How I Built a Product in One Day With Lovable — and Turned It Into a Real Product With My UI Kit
Building software has never been this fast.
Recently, I took advantage of a free usage day offered by Lovable for International Women's Day and decided to experiment with building a small product.
What started as a quick experiment turned into something much more interesting: I built a full working product in a single day.
But the most interesting part wasn't the AI-generated code.
It was how adding a UI kit completely transformed the product from a generated prototype into something that actually looked like a real SaaS product.

The Idea: An AI Wardrobe Stylist
The project I built is called minniie — an AI wardrobe assistant.
The idea came from a problem I personally have.
Like many people, I save a lot of outfit inspiration on Pinterest. But translating those inspirations into actual outfits using the clothes I already own is surprisingly difficult.
Most wardrobe apps are either:
- too complex
- too generic
- or not visually helpful
So I built a tool that lets you:
- upload pieces from your wardrobe
- import outfit inspiration (including Pinterest boards)
- analyze personal color profiles
- see which wardrobe pieces match your color palette
- generate outfit collages
- identify missing pieces in your wardrobe
Lovable handled a large part of the infrastructure and product logic, which made building the initial version incredibly fast.
But something was still missing.
The Problem With AI-Generated Interfaces
AI tools are getting very good at generating code and basic UI structures.
But the result often looks exactly like that: generated UI.


Many AI-built apps share the same characteristics:
- generic layouts
- weak hierarchy
- missing conversion elements
- lack of visual polish
This is where many AI-built products still struggle.
You can build functionality quickly, but turning it into something that feels like a real product still requires design decisions.
Adding My UI Kit on Top of Lovable
Instead of designing everything from scratch, I used my own ItsMarta UI kit on top of the Lovable-generated project.
This immediately changed the entire appearance of the product.
Within a short time I added:
- a proper navigation structure
- a product footer
- FAQ section
- social proof blocks
- social cards for content and inspiration
- structured content templates
For the logo and color concept I used Canva, and added a custom font to give the UI a more distinctive, playful feel.
These are the kinds of elements that AI-generated apps often skip — but they make a huge difference when turning a prototype into a product.
The process was surprisingly simple. I added my UI template files directly into the Lovable project and used a single prompt:
"I've added UI templates in these files. Please integrate them into the appropriate sections to improve the overall UI. Keep the existing style (square black buttons, minimal editorial aesthetic), but use the templates to enhance elements like the footer, hero section, and sign-in page."
Because these components were already pre-designed and production-tested, integrating them into the project was surprisingly easy inside Lovable.
Instead of spending hours designing layouts or components, I could simply add the structure and focus on the product experience.


Why UI Kits Matter More Than Ever
AI is making product development incredibly fast.
But speed creates a new challenge.
When everyone can generate products quickly, the difference between:
- a prototype
- and a real product
comes down to design quality and product thinking.
UI kits solve several problems at once:
- They provide a consistent design system
- They speed up product development
- They make AI-generated apps look more intentional and professional
This is especially useful for developers and builders who are "vibe coding" with AI tools but still want their products to look polished.
The Role of Product Builders Is Changing
While building this project, one thing became very clear.
The role of building products is shifting.
It's no longer only about writing code.
Instead, it's becoming a combination of:
- guiding AI systems
- structuring the product
- designing the experience
- deciding what actually matters
AI can generate components, pages, and logic.
But it still needs direction.
And that direction is where product designers and founders create value.
Building Is Fast. Distribution Is Still Hard.
Today, it's possible to build functional products in a single day.
But building is only the first step.
The real challenge remains the same:
- finding the right niche
- solving a meaningful problem
- reaching the right users
AI tools are lowering the barrier to building software, but good product thinking still matters more than ever.
Tools like Lovable are changing how quickly products can be built.
But the difference between something that works and something that feels like a real product often comes down to design structure.
Adding a strong UI foundation can turn a generated prototype into something people actually want to use.
And that's exactly what happened in this small one-day experiment.
Let me know what parts of this project you'd like in a kit.
These UI decisions doubled revenue in a real SaaS product. Now you can preview, buy and use them too.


Could the entries below be reproduced exactly, with the images removed?
== Segment start ==
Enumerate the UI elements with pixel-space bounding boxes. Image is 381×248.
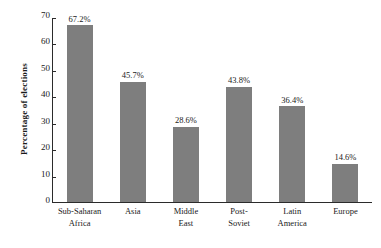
y-axis-tick: 20 [18, 150, 58, 151]
x-axis-label-line: Europe [309, 206, 381, 218]
x-axis-labels: Sub-SaharanAfricaAsiaMiddleEastPost-Sovi… [53, 206, 372, 246]
bar-value-label: 36.4% [281, 96, 303, 105]
bar-chart: Percentage of elections 010203040506070 … [0, 0, 381, 248]
y-axis-tick-label: 60 [41, 37, 50, 46]
bar: 45.7% [120, 82, 146, 202]
y-axis-tick: 0 [18, 203, 58, 204]
y-axis-tick-label: 20 [41, 143, 50, 152]
x-axis-label-line: Africa [44, 218, 116, 230]
y-axis-tick: 40 [18, 97, 58, 98]
bar-slot: 45.7% [106, 18, 159, 202]
bar-value-label: 28.6% [175, 116, 197, 125]
bar-value-label: 67.2% [69, 15, 91, 24]
bar-slot: 36.4% [266, 18, 319, 202]
y-axis-tick: 10 [18, 177, 58, 178]
y-axis-tick-label: 70 [41, 11, 50, 20]
bars-layer: 67.2%45.7%28.6%43.8%36.4%14.6% [53, 18, 372, 202]
y-axis-tick: 70 [18, 18, 58, 19]
bar-slot: 14.6% [319, 18, 372, 202]
bar: 36.4% [279, 106, 305, 202]
x-axis-label: Europe [309, 206, 381, 218]
y-axis-tick-label: 40 [41, 90, 50, 99]
y-axis-tick: 60 [18, 44, 58, 45]
y-axis-tick-label: 50 [41, 64, 50, 73]
y-axis-title: Percentage of elections [19, 29, 29, 189]
plot-area: 010203040506070 67.2%45.7%28.6%43.8%36.4… [52, 18, 372, 203]
bar: 28.6% [173, 127, 199, 202]
bar-slot: 43.8% [213, 18, 266, 202]
y-axis-tick: 50 [18, 71, 58, 72]
bar-value-label: 14.6% [334, 153, 356, 162]
bar-value-label: 43.8% [228, 76, 250, 85]
bar: 67.2% [67, 25, 93, 202]
y-axis-tick-label: 30 [41, 117, 50, 126]
bar-value-label: 45.7% [122, 71, 144, 80]
bar: 14.6% [332, 164, 358, 202]
x-axis-label-line: America [256, 218, 328, 230]
bar-slot: 28.6% [159, 18, 212, 202]
y-axis-tick: 30 [18, 124, 58, 125]
y-axis-tick-label: 10 [41, 170, 50, 179]
bar: 43.8% [226, 87, 252, 202]
x-axis-line [52, 202, 372, 203]
bar-slot: 67.2% [53, 18, 106, 202]
y-axis-tick-label: 0 [46, 196, 51, 205]
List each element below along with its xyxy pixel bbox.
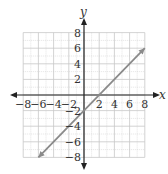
x-tick-label: 4: [111, 98, 118, 111]
y-tick-label: −8: [65, 151, 81, 164]
y-tick-label: −6: [65, 136, 81, 149]
x-tick-label: 8: [141, 98, 148, 111]
y-axis-arrow-up-icon: [81, 18, 87, 25]
x-tick-label: −4: [45, 98, 61, 111]
x-axis-label: x: [159, 88, 166, 102]
y-tick-label: −2: [65, 105, 81, 118]
axes: [10, 18, 160, 170]
x-tick-label: 6: [126, 98, 133, 111]
y-tick-label: 8: [74, 27, 81, 40]
y-tick-label: −4: [65, 120, 81, 133]
x-tick-label: 2: [96, 98, 103, 111]
y-tick-label: 4: [74, 58, 81, 71]
x-tick-label: −6: [30, 98, 46, 111]
x-tick-label: −8: [15, 98, 31, 111]
coordinate-plane-chart: −8−6−4−224688642−2−4−6−8 x y: [0, 0, 168, 174]
y-axis-arrow-down-icon: [81, 163, 87, 170]
y-tick-label: 6: [74, 42, 81, 55]
y-tick-label: 2: [74, 73, 81, 86]
y-axis-label: y: [79, 5, 87, 19]
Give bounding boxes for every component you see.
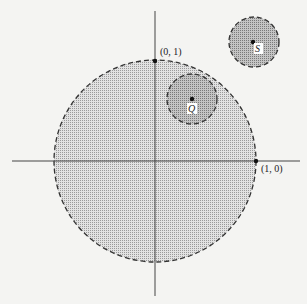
point-1-0 bbox=[254, 159, 258, 163]
label-q: Q bbox=[188, 103, 196, 114]
label-s: S bbox=[255, 43, 260, 54]
diagram-canvas: (0, 1) (1, 0) Q S bbox=[0, 0, 307, 304]
label-1-0: (1, 0) bbox=[261, 163, 283, 175]
point-q bbox=[190, 97, 194, 101]
label-0-1: (0, 1) bbox=[160, 46, 182, 58]
point-0-1 bbox=[153, 59, 157, 63]
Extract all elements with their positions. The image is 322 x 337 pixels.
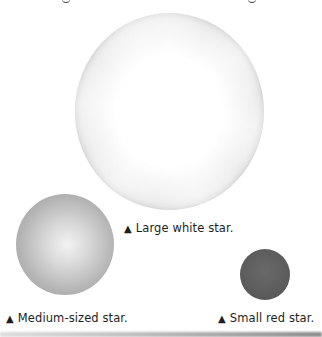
== Segment end ==
▶ [Solution for this task]:
Enumerate the UI elements with pixel-space bounding boxes. Image is 381×248.
y-axis-tick: 20 [18, 150, 58, 151]
x-axis-label-line: Europe [309, 206, 381, 218]
x-axis-labels: Sub-SaharanAfricaAsiaMiddleEastPost-Sovi… [53, 206, 372, 246]
bar-value-label: 36.4% [281, 96, 303, 105]
bar-chart: Percentage of elections 010203040506070 … [0, 0, 381, 248]
y-axis-tick-label: 60 [41, 37, 50, 46]
bar: 45.7% [120, 82, 146, 202]
y-axis-tick: 0 [18, 203, 58, 204]
y-axis-tick-label: 20 [41, 143, 50, 152]
x-axis-label-line: Africa [44, 218, 116, 230]
y-axis-tick: 40 [18, 97, 58, 98]
bar-slot: 45.7% [106, 18, 159, 202]
bar-value-label: 28.6% [175, 116, 197, 125]
bar-value-label: 67.2% [69, 15, 91, 24]
bar-slot: 36.4% [266, 18, 319, 202]
y-axis-tick: 10 [18, 177, 58, 178]
y-axis-tick-label: 70 [41, 11, 50, 20]
bars-layer: 67.2%45.7%28.6%43.8%36.4%14.6% [53, 18, 372, 202]
y-axis-tick: 70 [18, 18, 58, 19]
bar-slot: 14.6% [319, 18, 372, 202]
bar: 36.4% [279, 106, 305, 202]
x-axis-label: Europe [309, 206, 381, 218]
y-axis-tick-label: 40 [41, 90, 50, 99]
y-axis-tick: 60 [18, 44, 58, 45]
y-axis-tick-label: 50 [41, 64, 50, 73]
y-axis-title: Percentage of elections [19, 29, 29, 189]
plot-area: 010203040506070 67.2%45.7%28.6%43.8%36.4… [52, 18, 372, 203]
bar: 28.6% [173, 127, 199, 202]
bar-slot: 43.8% [213, 18, 266, 202]
y-axis-tick: 50 [18, 71, 58, 72]
bar-value-label: 14.6% [334, 153, 356, 162]
bar-value-label: 43.8% [228, 76, 250, 85]
bar: 67.2% [67, 25, 93, 202]
y-axis-tick-label: 30 [41, 117, 50, 126]
bar-value-label: 45.7% [122, 71, 144, 80]
bar: 14.6% [332, 164, 358, 202]
x-axis-label-line: America [256, 218, 328, 230]
bar-slot: 28.6% [159, 18, 212, 202]
y-axis-tick: 30 [18, 124, 58, 125]
y-axis-tick-label: 10 [41, 170, 50, 179]
bar: 43.8% [226, 87, 252, 202]
x-axis-line [52, 202, 372, 203]
bar-slot: 67.2% [53, 18, 106, 202]
y-axis-tick-label: 0 [46, 196, 51, 205]
List each element below along with its xyxy pixel bbox.
x-tick-label: 4: [111, 98, 118, 111]
y-tick-label: −8: [65, 151, 81, 164]
y-tick-label: −6: [65, 136, 81, 149]
x-tick-label: 8: [141, 98, 148, 111]
y-axis-arrow-up-icon: [81, 18, 87, 25]
x-tick-label: −4: [45, 98, 61, 111]
x-axis-label: x: [159, 88, 166, 102]
y-tick-label: −2: [65, 105, 81, 118]
axes: [10, 18, 160, 170]
x-tick-label: 6: [126, 98, 133, 111]
y-tick-label: 8: [74, 27, 81, 40]
y-tick-label: −4: [65, 120, 81, 133]
x-tick-label: 2: [96, 98, 103, 111]
y-tick-label: 4: [74, 58, 81, 71]
x-tick-label: −6: [30, 98, 46, 111]
x-tick-label: −8: [15, 98, 31, 111]
coordinate-plane-chart: −8−6−4−224688642−2−4−6−8 x y: [0, 0, 168, 174]
y-axis-arrow-down-icon: [81, 163, 87, 170]
y-tick-label: 6: [74, 42, 81, 55]
y-tick-label: 2: [74, 73, 81, 86]
y-axis-label: y: [79, 5, 87, 19]
Give bounding boxes for every component you see.
point-1-0 bbox=[254, 159, 258, 163]
label-q: Q bbox=[188, 103, 196, 114]
label-s: S bbox=[255, 43, 260, 54]
diagram-canvas: (0, 1) (1, 0) Q S bbox=[0, 0, 307, 304]
label-1-0: (1, 0) bbox=[261, 163, 283, 175]
point-q bbox=[190, 97, 194, 101]
label-0-1: (0, 1) bbox=[160, 46, 182, 58]
point-0-1 bbox=[153, 59, 157, 63]
Extract all elements with their positions. The image is 322 x 337 pixels.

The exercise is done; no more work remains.